Olympus's early-2000s 2MP fixed-lens compact — 36mm equiv f/2.8, SmartMedia storage; Brio D-230/C-2 elsewhere
The Olympus Camedia D-230 was an early-2000s entry-level digital compact, sold in North America under the Brio D-230 name while the same camera was known internationally as the Camedia C-2. It sat at the very bottom of the Camedia range, a fixed-lens sibling to the C-220 Zoom, aimed at first digital camera buyers.
It pairs a 2-megapixel CCD with a fixed (non-zoom) lens equivalent to 36mm at f/2.8. Sensitivity is automatic across ISO 100-400, and top resolution is 1600x1200 pixels. Storage is SmartMedia card, with a 16MB card supplied new, and connectivity is USB. A four-shot buffer gave it better shot-to-shot times than most rivals in its class, and flash modes include off, red-eye reduction and night scene. Power comes from two AA cells.
Today it is mostly of interest to Y2K-digicam collectors: 2 megapixels and a fixed 36mm lens make it a deliberate, limited tool, but the f/2.8 lens and CCD output give small files with genuine period character. AA power keeps it usable without hunting obsolete chargers.
SmartMedia is the biggest condition issue — the format died in the mid-2000s, card readers and working cards are scarce, and the camera is close to unusable without one, so a bundled card and reader add real value. Test power-up on fresh AAs, flash charge, and the SmartMedia slot's contacts; check the AA bay for corrosion.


» **To do**:
Could you please output all of the data exactly, without the images?

• • •

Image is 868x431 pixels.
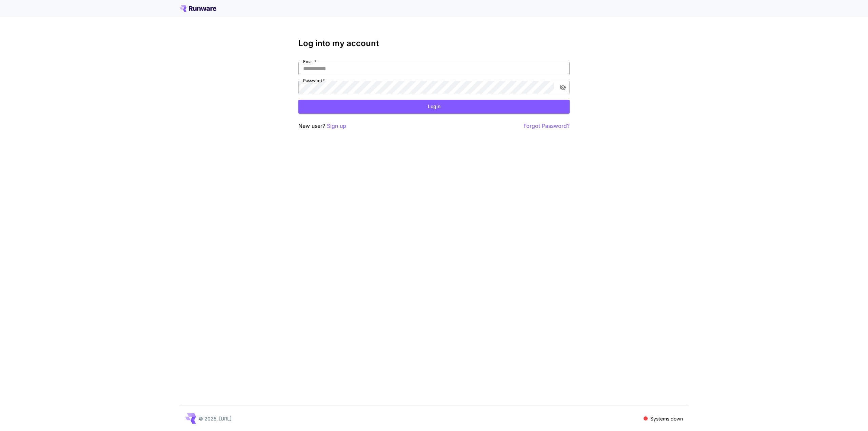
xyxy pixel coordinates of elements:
button: Login [298,100,570,114]
label: Email [303,58,316,64]
p: New user? [298,122,346,130]
p: Systems down [650,415,683,422]
button: Sign up [327,122,346,130]
h3: Log into my account [298,39,570,49]
p: © 2025, [URL] [198,415,232,422]
label: Password [303,77,325,83]
button: toggle password visibility [557,81,569,93]
button: Forgot Password? [523,122,570,130]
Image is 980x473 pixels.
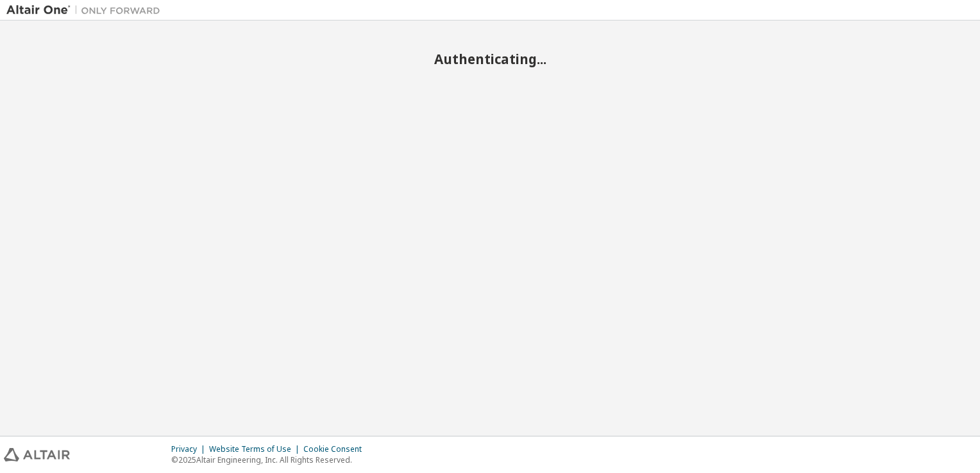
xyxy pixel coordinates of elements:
[4,448,70,461] img: altair_logo.svg
[6,50,973,68] h2: Authenticating...
[171,454,370,465] p: © 2025 Altair Engineering, Inc. All Rights Reserved.
[304,444,370,454] div: Cookie Consent
[209,444,304,454] div: Website Terms of Use
[171,444,209,454] div: Privacy
[6,4,167,16] img: Altair One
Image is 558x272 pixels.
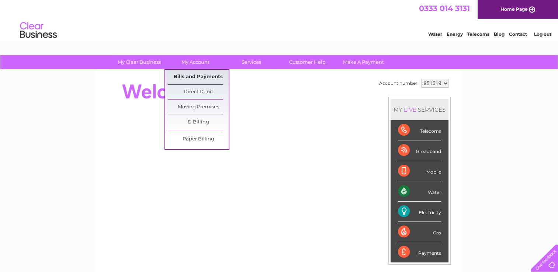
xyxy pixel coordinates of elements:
a: Contact [509,31,527,37]
a: Energy [447,31,463,37]
a: Telecoms [468,31,490,37]
a: Make A Payment [333,55,394,69]
a: Direct Debit [168,85,229,100]
div: Water [398,182,441,202]
div: Mobile [398,161,441,182]
div: Clear Business is a trading name of Verastar Limited (registered in [GEOGRAPHIC_DATA] No. 3667643... [105,4,454,36]
div: Payments [398,242,441,262]
a: Log out [534,31,551,37]
div: LIVE [403,106,418,113]
a: Bills and Payments [168,70,229,85]
a: Blog [494,31,505,37]
a: 0333 014 3131 [419,4,470,13]
div: Electricity [398,202,441,222]
a: My Clear Business [109,55,170,69]
a: Services [221,55,282,69]
div: Telecoms [398,120,441,141]
img: logo.png [20,19,57,42]
td: Account number [378,77,420,90]
div: MY SERVICES [391,99,449,120]
a: Paper Billing [168,132,229,147]
div: Broadband [398,141,441,161]
div: Gas [398,222,441,242]
a: My Account [165,55,226,69]
a: Water [428,31,442,37]
a: Moving Premises [168,100,229,115]
a: Customer Help [277,55,338,69]
a: E-Billing [168,115,229,130]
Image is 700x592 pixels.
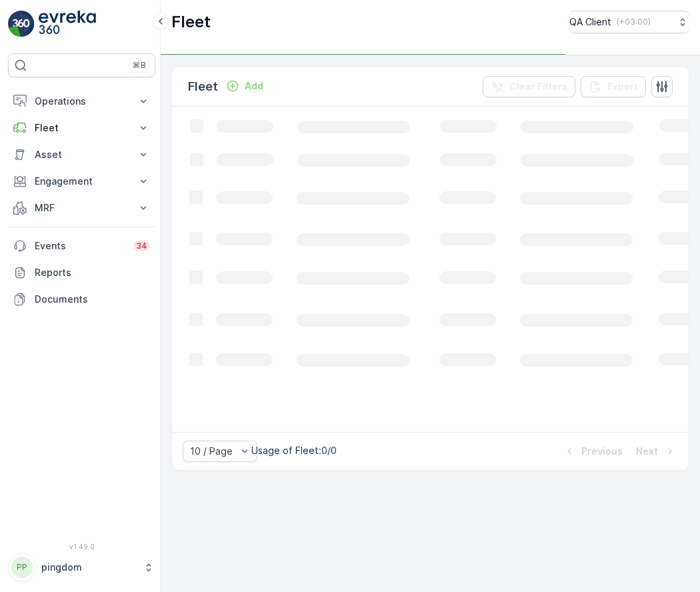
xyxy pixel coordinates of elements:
[636,445,658,458] p: Next
[221,78,268,94] button: Add
[8,168,155,195] button: Engagement
[252,444,337,457] p: Usage of Fleet : 0/0
[245,80,263,93] p: Add
[39,11,96,37] img: logo_light-DOdMpM7g.png
[35,121,128,135] p: Fleet
[608,80,638,93] p: Export
[35,148,128,161] p: Asset
[8,260,155,286] a: Reports
[35,175,128,188] p: Engagement
[42,561,136,574] p: pingdom
[12,557,33,578] div: PP
[8,142,155,168] button: Asset
[8,554,155,581] button: PPpingdom
[8,286,155,313] a: Documents
[133,60,146,71] p: ⌘B
[171,12,211,33] p: Fleet
[509,80,567,93] p: Clear Filters
[617,17,650,27] p: ( +03:00 )
[136,241,147,252] p: 34
[35,95,128,108] p: Operations
[8,195,155,222] button: MRF
[8,543,155,551] span: v 1.49.0
[570,11,689,34] button: QA Client(+03:00)
[35,201,128,214] p: MRF
[483,76,575,97] button: Clear Filters
[35,266,150,279] p: Reports
[570,15,611,28] p: QA Client
[8,114,155,142] button: Fleet
[8,233,155,260] a: Events34
[581,445,623,458] p: Previous
[634,443,678,459] button: Next
[580,76,646,97] button: Export
[35,239,125,253] p: Events
[8,88,155,114] button: Operations
[35,292,150,306] p: Documents
[188,77,218,96] p: Fleet
[8,11,35,37] img: logo
[562,443,624,459] button: Previous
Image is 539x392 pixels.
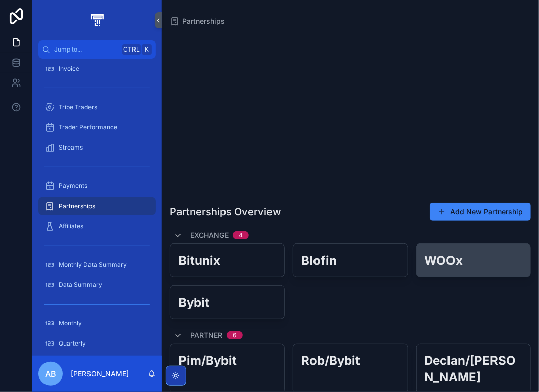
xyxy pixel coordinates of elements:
[38,98,156,116] a: Tribe Traders
[38,334,156,353] a: Quarterly
[38,256,156,274] a: Monthly Data Summary
[32,59,162,356] div: scrollable content
[59,103,97,111] span: Tribe Traders
[38,217,156,235] a: Affiliates
[425,352,522,385] h2: Declan/[PERSON_NAME]
[59,65,79,72] span: Invoice
[59,182,87,190] span: Payments
[54,45,119,54] span: Jump to...
[88,12,105,28] img: App logo
[170,16,225,26] a: Partnerships
[38,197,156,215] a: Partnerships
[59,143,83,152] span: Streams
[170,285,285,319] a: Bybit
[59,261,127,268] span: Monthly Data Summary
[38,138,156,157] a: Streams
[170,205,281,218] h1: Partnerships Overview
[430,203,531,220] button: Add New Partnership
[38,60,156,78] a: Invoice
[59,222,83,230] span: Affiliates
[45,368,56,380] span: AB
[178,294,276,310] h2: Bybit
[178,252,276,268] h2: Bitunix
[301,252,399,268] h2: Blofin
[143,45,151,54] span: K
[301,352,399,369] h2: Rob/Bybit
[178,352,276,369] h2: Pim/Bybit
[59,202,95,210] span: Partnerships
[38,276,156,294] a: Data Summary
[170,243,285,277] a: Bitunix
[38,118,156,136] a: Trader Performance
[38,40,156,59] button: Jump to...CtrlK
[416,243,531,277] a: WOOx
[59,339,86,348] span: Quarterly
[232,331,237,339] div: 6
[122,44,140,55] span: Ctrl
[38,177,156,195] a: Payments
[425,252,522,268] h2: WOOx
[59,319,82,327] span: Monthly
[59,123,118,131] span: Trader Performance
[190,230,228,240] span: Exchange
[71,369,129,379] p: [PERSON_NAME]
[59,281,102,289] span: Data Summary
[182,16,225,26] span: Partnerships
[190,330,222,340] span: Partner
[38,314,156,332] a: Monthly
[293,243,407,277] a: Blofin
[239,231,243,239] div: 4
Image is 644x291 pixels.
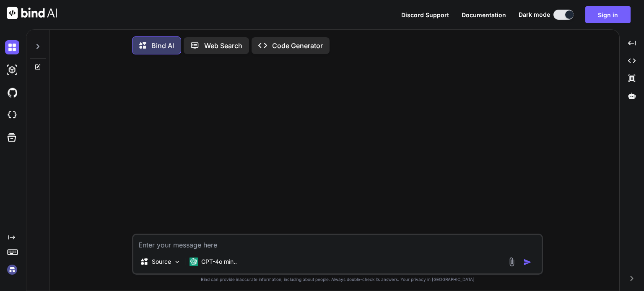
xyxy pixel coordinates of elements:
img: signin [5,263,19,277]
span: Documentation [462,11,506,19]
span: Dark mode [518,10,550,19]
span: Discord Support [401,11,449,19]
button: Sign in [585,6,631,23]
p: Bind AI [152,40,174,51]
img: Bind AI [7,7,57,19]
img: darkChat [5,40,19,54]
button: Discord Support [401,10,449,19]
img: Pick Models [173,258,181,266]
button: Documentation [462,10,506,19]
p: Bind can provide inaccurate information, including about people. Always double-check its answers.... [132,277,543,283]
img: cloudideIcon [5,108,19,123]
p: Web Search [204,40,242,51]
p: Code Generator [272,40,323,51]
img: GPT-4o mini [190,258,198,266]
img: githubDark [5,86,19,100]
p: GPT-4o min.. [201,258,237,266]
p: Source [152,258,171,266]
img: icon [523,258,532,266]
img: darkAi-studio [5,63,19,77]
img: attachment [507,257,517,267]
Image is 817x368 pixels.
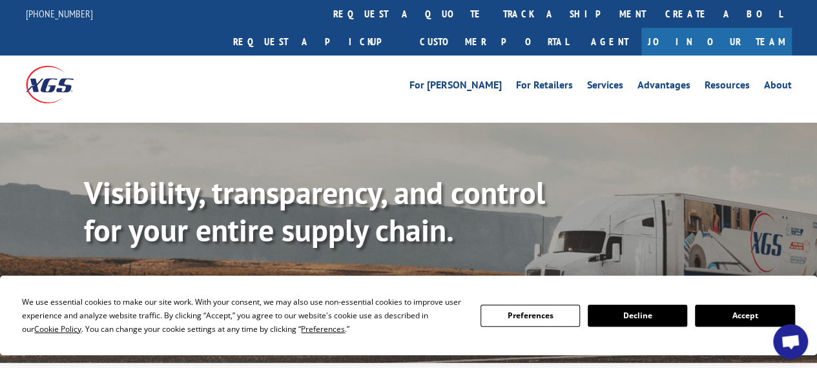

• • •

» **Output**:
Image is 868x431 pixels.
xyxy pixel coordinates of elements:
button: Login [298,100,570,114]
label: Email [303,58,316,64]
p: New user? [298,122,346,130]
p: Systems down [650,415,683,422]
button: Sign up [327,122,346,130]
h3: Log into my account [298,39,570,49]
p: © 2025, [URL] [198,415,232,422]
label: Password [303,77,325,83]
button: toggle password visibility [557,81,569,93]
button: Forgot Password? [523,122,570,130]
Image is 980x473 pixels.
xyxy pixel coordinates of elements:
[4,448,70,461] img: altair_logo.svg
[6,50,973,68] h2: Authenticating...
[171,454,370,465] p: © 2025 Altair Engineering, Inc. All Rights Reserved.
[304,444,370,454] div: Cookie Consent
[209,444,304,454] div: Website Terms of Use
[171,444,209,454] div: Privacy
[6,4,167,16] img: Altair One
Image is 558x272 pixels.
xyxy pixel coordinates of elements:
a: Contact [509,31,527,37]
a: Energy [447,31,463,37]
a: Telecoms [468,31,490,37]
a: Make A Payment [333,55,394,69]
a: Direct Debit [168,85,229,100]
div: Water [398,182,441,202]
div: Mobile [398,161,441,182]
div: Clear Business is a trading name of Verastar Limited (registered in [GEOGRAPHIC_DATA] No. 3667643... [105,4,454,36]
div: Payments [398,242,441,262]
a: Log out [534,31,551,37]
div: LIVE [403,106,418,113]
a: Bills and Payments [168,70,229,85]
a: Blog [494,31,505,37]
a: 0333 014 3131 [419,4,470,13]
div: Electricity [398,202,441,222]
a: My Clear Business [109,55,170,69]
a: Services [221,55,282,69]
div: Telecoms [398,120,441,141]
img: logo.png [20,19,57,42]
td: Account number [378,77,420,90]
div: MY SERVICES [391,99,449,120]
a: Paper Billing [168,132,229,147]
div: Broadband [398,141,441,161]
div: Gas [398,222,441,242]
a: My Account [165,55,226,69]
a: Water [428,31,442,37]
a: Moving Premises [168,100,229,115]
a: Customer Help [277,55,338,69]
a: E-Billing [168,115,229,130]
Image is 700x592 pixels.
xyxy pixel coordinates of elements:
[636,445,658,458] p: Next
[221,78,268,94] button: Add
[8,168,155,195] button: Engagement
[252,444,337,457] p: Usage of Fleet : 0/0
[245,80,263,93] p: Add
[39,11,96,37] img: logo_light-DOdMpM7g.png
[35,121,128,135] p: Fleet
[608,80,638,93] p: Export
[35,148,128,161] p: Asset
[8,260,155,286] a: Reports
[35,175,128,188] p: Engagement
[42,561,136,574] p: pingdom
[12,557,33,578] div: PP
[8,142,155,168] button: Asset
[8,554,155,581] button: PPpingdom
[8,286,155,313] a: Documents
[133,60,146,71] p: ⌘B
[171,12,211,33] p: Fleet
[509,80,567,93] p: Clear Filters
[617,17,650,27] p: ( +03:00 )
[136,241,147,252] p: 34
[35,95,128,108] p: Operations
[8,195,155,222] button: MRF
[8,543,155,551] span: v 1.49.0
[570,11,689,34] button: QA Client(+03:00)
[35,201,128,214] p: MRF
[483,76,575,97] button: Clear Filters
[35,266,150,279] p: Reports
[570,15,611,28] p: QA Client
[8,114,155,142] button: Fleet
[8,233,155,260] a: Events34
[581,445,623,458] p: Previous
[634,443,678,459] button: Next
[580,76,646,97] button: Export
[35,239,125,253] p: Events
[8,88,155,114] button: Operations
[35,292,150,306] p: Documents
[188,77,218,96] p: Fleet
[8,11,35,37] img: logo
[562,443,624,459] button: Previous
Image is 539x392 pixels.
xyxy pixel coordinates of elements:
[38,98,156,116] a: Tribe Traders
[38,334,156,353] a: Quarterly
[38,256,156,274] a: Monthly Data Summary
[32,59,162,356] div: scrollable content
[59,103,97,111] span: Tribe Traders
[38,217,156,235] a: Affiliates
[425,352,522,385] h2: Declan/[PERSON_NAME]
[59,65,79,72] span: Invoice
[59,182,87,190] span: Payments
[54,45,119,54] span: Jump to...
[88,12,105,28] img: App logo
[170,16,225,26] a: Partnerships
[38,197,156,215] a: Partnerships
[59,143,83,152] span: Streams
[170,285,285,319] a: Bybit
[59,261,127,268] span: Monthly Data Summary
[38,138,156,157] a: Streams
[170,205,281,218] h1: Partnerships Overview
[430,203,531,220] button: Add New Partnership
[38,60,156,78] a: Invoice
[59,222,83,230] span: Affiliates
[45,368,56,380] span: AB
[178,294,276,310] h2: Bybit
[178,252,276,268] h2: Bitunix
[301,252,399,268] h2: Blofin
[143,45,151,54] span: K
[301,352,399,369] h2: Rob/Bybit
[178,352,276,369] h2: Pim/Bybit
[59,202,95,210] span: Partnerships
[38,276,156,294] a: Data Summary
[170,243,285,277] a: Bitunix
[38,118,156,136] a: Trader Performance
[38,40,156,59] button: Jump to...CtrlK
[416,243,531,277] a: WOOx
[59,339,86,348] span: Quarterly
[232,331,237,339] div: 6
[122,44,140,55] span: Ctrl
[38,177,156,195] a: Payments
[425,252,522,268] h2: WOOx
[59,319,82,327] span: Monthly
[59,123,118,131] span: Trader Performance
[190,230,228,240] span: Exchange
[71,369,129,379] p: [PERSON_NAME]
[59,281,102,289] span: Data Summary
[182,16,225,26] span: Partnerships
[190,330,222,340] span: Partner
[38,314,156,332] a: Monthly
[293,243,407,277] a: Blofin
[239,231,243,239] div: 4
Image is 644x291 pixels.
xyxy pixel coordinates of elements:
img: signin [5,263,19,277]
span: Documentation [462,11,506,19]
span: Dark mode [518,10,550,19]
span: Discord Support [401,11,449,19]
button: Sign in [585,6,631,23]
p: Bind AI [152,40,174,51]
img: Bind AI [7,7,57,19]
img: darkChat [5,40,19,54]
button: Discord Support [401,10,449,19]
img: Pick Models [173,258,181,266]
button: Documentation [462,10,506,19]
p: Bind can provide inaccurate information, including about people. Always double-check its answers.... [132,277,543,283]
img: cloudideIcon [5,108,19,123]
p: Web Search [204,40,242,51]
p: Code Generator [272,40,323,51]
img: GPT-4o mini [190,258,198,266]
img: githubDark [5,86,19,100]
p: GPT-4o min.. [201,258,237,266]
p: Source [152,258,171,266]
img: icon [523,258,532,266]
img: darkAi-studio [5,63,19,77]
img: attachment [507,257,517,267]
Image is 817x368 pixels.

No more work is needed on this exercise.